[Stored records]
+ + +

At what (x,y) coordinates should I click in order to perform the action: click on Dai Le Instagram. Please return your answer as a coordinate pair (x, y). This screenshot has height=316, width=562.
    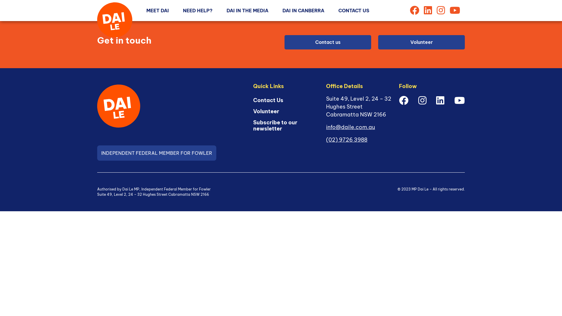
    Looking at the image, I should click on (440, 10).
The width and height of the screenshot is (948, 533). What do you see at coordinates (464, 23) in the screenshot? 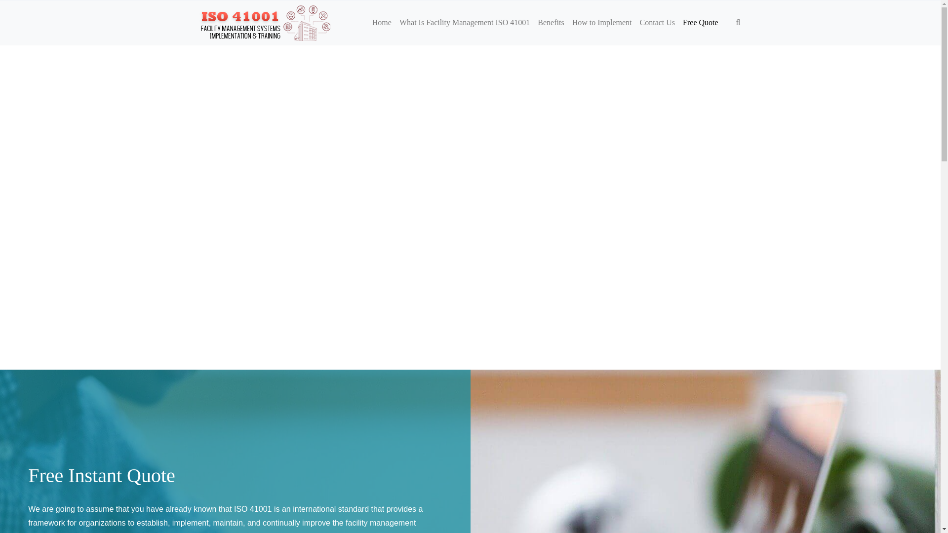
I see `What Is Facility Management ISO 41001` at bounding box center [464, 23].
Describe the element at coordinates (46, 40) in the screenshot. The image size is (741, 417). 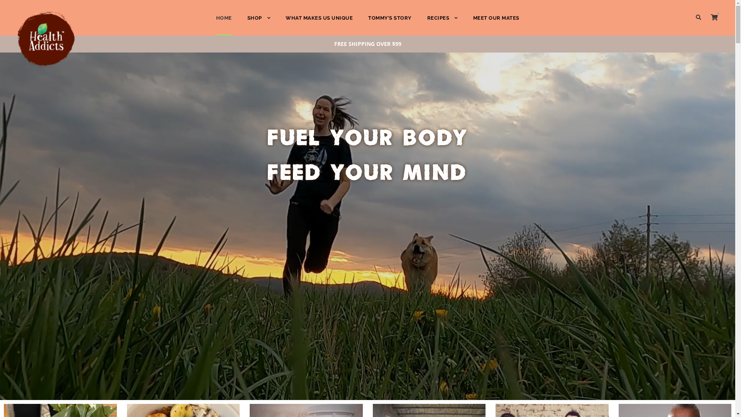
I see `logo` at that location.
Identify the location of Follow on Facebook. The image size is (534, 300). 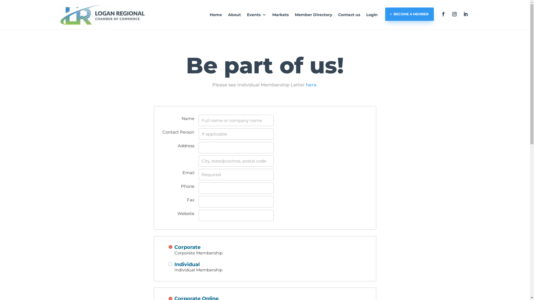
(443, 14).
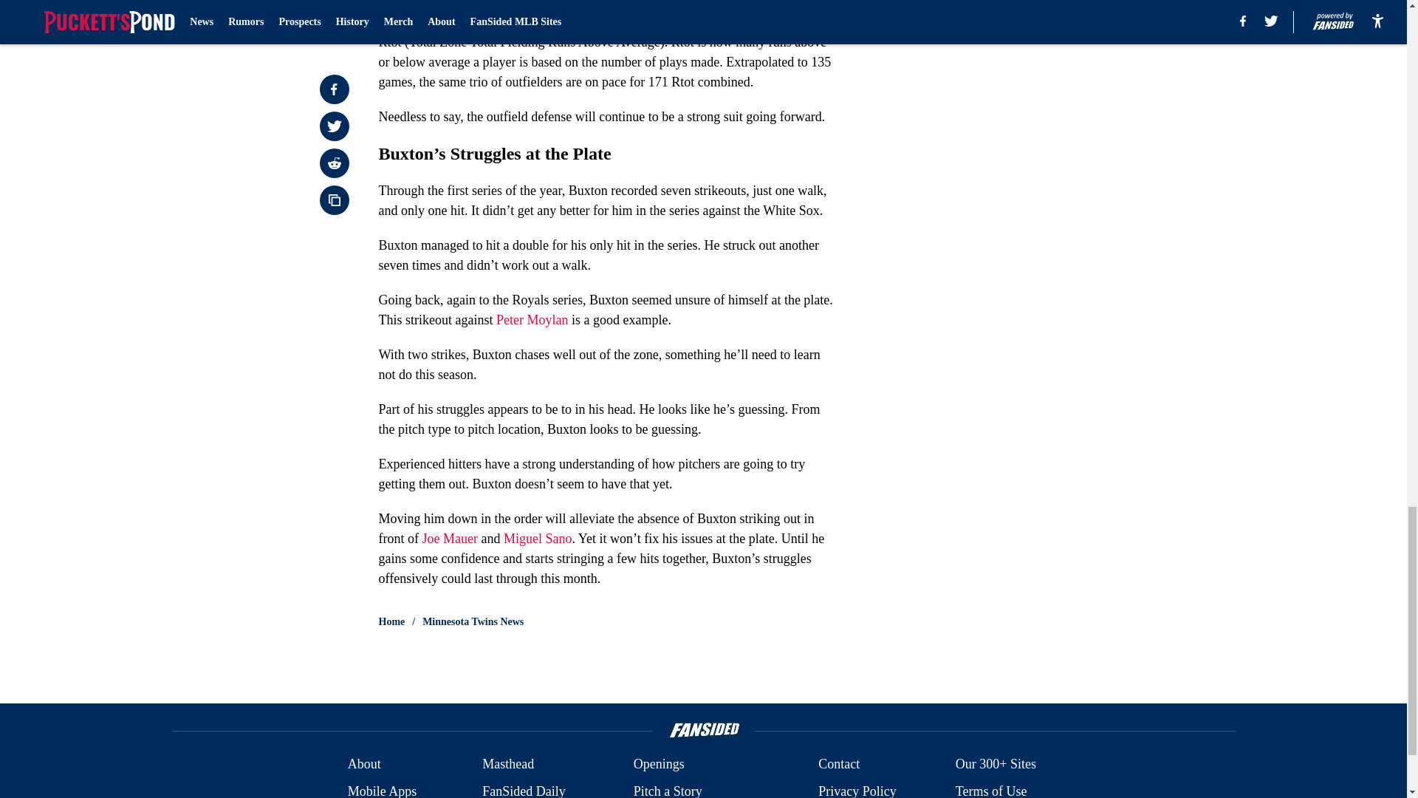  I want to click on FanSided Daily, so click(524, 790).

+ + +

# Task instructions
Extract the entries in full, exactly as they are, minus the pictures.

# Response below
At what (x,y) coordinates should I click in order to perform the action: click on Dai Le Instagram. Please return your answer as a coordinate pair (x, y). This screenshot has height=316, width=562.
    Looking at the image, I should click on (440, 10).
The width and height of the screenshot is (948, 533). What do you see at coordinates (464, 23) in the screenshot? 
I see `What Is Facility Management ISO 41001` at bounding box center [464, 23].
Describe the element at coordinates (46, 40) in the screenshot. The image size is (741, 417). 
I see `logo` at that location.
Identify the location of Follow on Facebook. The image size is (534, 300). 
(443, 14).
  I want to click on FanSided Daily, so click(524, 790).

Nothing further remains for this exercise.